In July 2013, Detroit became the largest city in U.S. history to declare bankruptcy. The underlying causes were decades of deindustrialization, white flight, and financial mismanagement. More recently it has been heralded a comeback city as wealthy white residents resettle there. Yet, as Kyle T. Mays argues, we cannot understand the current state of Detroit without also understanding the longer history of Native American and African American dispossession that has defined the city since its founding.
How has dispossession impacted the development of modern U.S. cities? And how does comparing the historical experiences of Native Americans and African Americans in an urban context help us comprehend histories of race, sovereignty, and colonialism? Using archives, oral and family histories, and community documents, City of Dispossessions is a cultural, intellectual, and social history that argues that physical and symbolic forms of dispossession of Native Americans and African Americans, and their reactions to dispossession, have been central to Detroit’s modern development.

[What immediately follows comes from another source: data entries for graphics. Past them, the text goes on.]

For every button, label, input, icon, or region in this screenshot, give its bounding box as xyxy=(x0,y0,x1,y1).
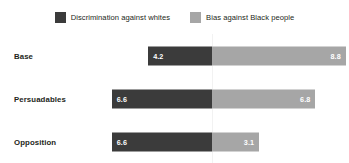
bar-bias-opposition: 3.1 xyxy=(212,132,259,151)
legend-label-discrimination: Discrimination against whites xyxy=(71,13,170,22)
chart-row-base: Base 4.2 8.8 xyxy=(0,34,349,77)
chart-row-opposition: Opposition 6.6 3.1 xyxy=(0,120,349,163)
plot-area: Base 4.2 8.8 Persuadables 6.6 6.8 xyxy=(0,34,349,163)
chart-legend: Discrimination against whites Bias again… xyxy=(0,8,349,26)
bar-value-discrimination-opposition: 6.6 xyxy=(112,137,132,146)
bar-value-bias-persuadables: 6.8 xyxy=(295,94,315,103)
legend-label-bias: Bias against Black people xyxy=(206,13,294,22)
diverging-bar-chart: Discrimination against whites Bias again… xyxy=(0,0,349,163)
legend-swatch-discrimination-icon xyxy=(55,12,66,23)
bar-group-persuadables: 6.6 6.8 xyxy=(0,89,349,108)
bar-discrimination-base: 4.2 xyxy=(148,46,212,65)
bar-value-bias-opposition: 3.1 xyxy=(239,137,259,146)
bar-value-discrimination-persuadables: 6.6 xyxy=(112,94,132,103)
bar-value-bias-base: 8.8 xyxy=(325,51,345,60)
bar-bias-persuadables: 6.8 xyxy=(212,89,315,108)
legend-swatch-bias-icon xyxy=(190,12,201,23)
chart-row-persuadables: Persuadables 6.6 6.8 xyxy=(0,77,349,120)
bar-discrimination-persuadables: 6.6 xyxy=(112,89,212,108)
bar-bias-base: 8.8 xyxy=(212,46,346,65)
bar-discrimination-opposition: 6.6 xyxy=(112,132,212,151)
bar-group-opposition: 6.6 3.1 xyxy=(0,132,349,151)
legend-item-discrimination: Discrimination against whites xyxy=(55,12,170,23)
bar-group-base: 4.2 8.8 xyxy=(0,46,349,65)
legend-item-bias: Bias against Black people xyxy=(190,12,294,23)
bar-value-discrimination-base: 4.2 xyxy=(148,51,168,60)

The book begins with the first settlement by the Frenchman Cadillac in 1701 and chronicles how the logic of dispossession has continued into the present, through a wide range of forms that include memorialization of the ‘disappearing Indian, ‘ the physical dispossession of African Americans through urban renewal, and gentrification. Mays also chronicles the wide-ranging forms of expression through which Black and Indigenous Detroiters have contested dispossession, such as the Red and Black Power movements and culturally relevant education.

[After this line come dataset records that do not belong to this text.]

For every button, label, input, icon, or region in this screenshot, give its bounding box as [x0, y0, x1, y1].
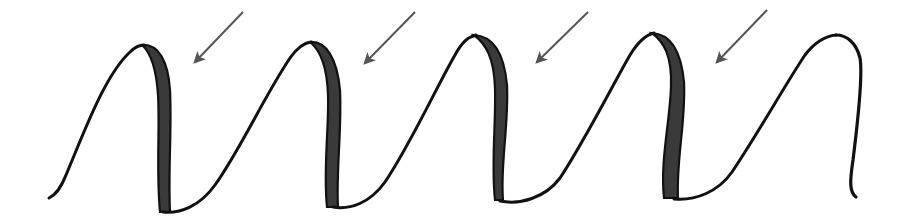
upstroke-4	[500, 33, 654, 202]
arrow-4-icon	[717, 10, 767, 62]
shaded-downstrokes	[142, 33, 684, 212]
upstroke-1	[49, 45, 144, 198]
arrow-1-icon	[195, 12, 243, 62]
upstroke-2	[163, 42, 311, 212]
shaded-downstroke-4	[652, 33, 684, 198]
final-downstroke	[836, 35, 861, 197]
wave-diagram	[0, 0, 906, 221]
shaded-downstroke-1	[142, 45, 171, 212]
calligraphy-wave-figure: Calligraphy wave with shaded downstrokes	[0, 0, 906, 221]
upstroke-3	[333, 35, 476, 208]
shaded-downstroke-2	[310, 42, 340, 207]
upstroke-5	[674, 35, 836, 199]
arrow-2-icon	[365, 12, 415, 63]
shaded-downstroke-3	[474, 35, 507, 200]
arrow-3-icon	[537, 12, 588, 62]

Through lively, accessible prose as well as historical and contemporary examples, City of Dispossessions will be of interest to readers of urban studies, Indigenous Studies, and critical ethnic studies.
Tabella dei contenuti
Preface
Introduction. Dispossession, Detroit!
Chapter 1. The Roots of Dispossession: From Waawayeyaattanong to Detroit
Chapter 2. Performing Dispossession: Detroit’s 1901 Bicentenary
Chapter 3. Reclaiming Detroit: Blackness and Indigeneity During the Age of Fordism
Chapter 4. Citizenship and Sovereignty: Black Nationalism and Indigenous Self-Determination
Chapter 5. Black Indigeneity and Urban Indigenous Feminism in Postwar Detroit
Chapter 6. Dispossession and the Roots of Culturally Relevant Education
Conclusion. “Where Have All the Indians Gone?” The Afterlife of Dispossession, Detroit
Notes
Index
Acknowledgements
Circa l’autore
Kyle T. Mays is Assistant Professor of African American Studies, American Indian Studies, and History at the University of California, Los Angeles, and author of Hip Hop Beats, Indigenous Rhymes: Modernity and Hip Hop in Indigenous North America.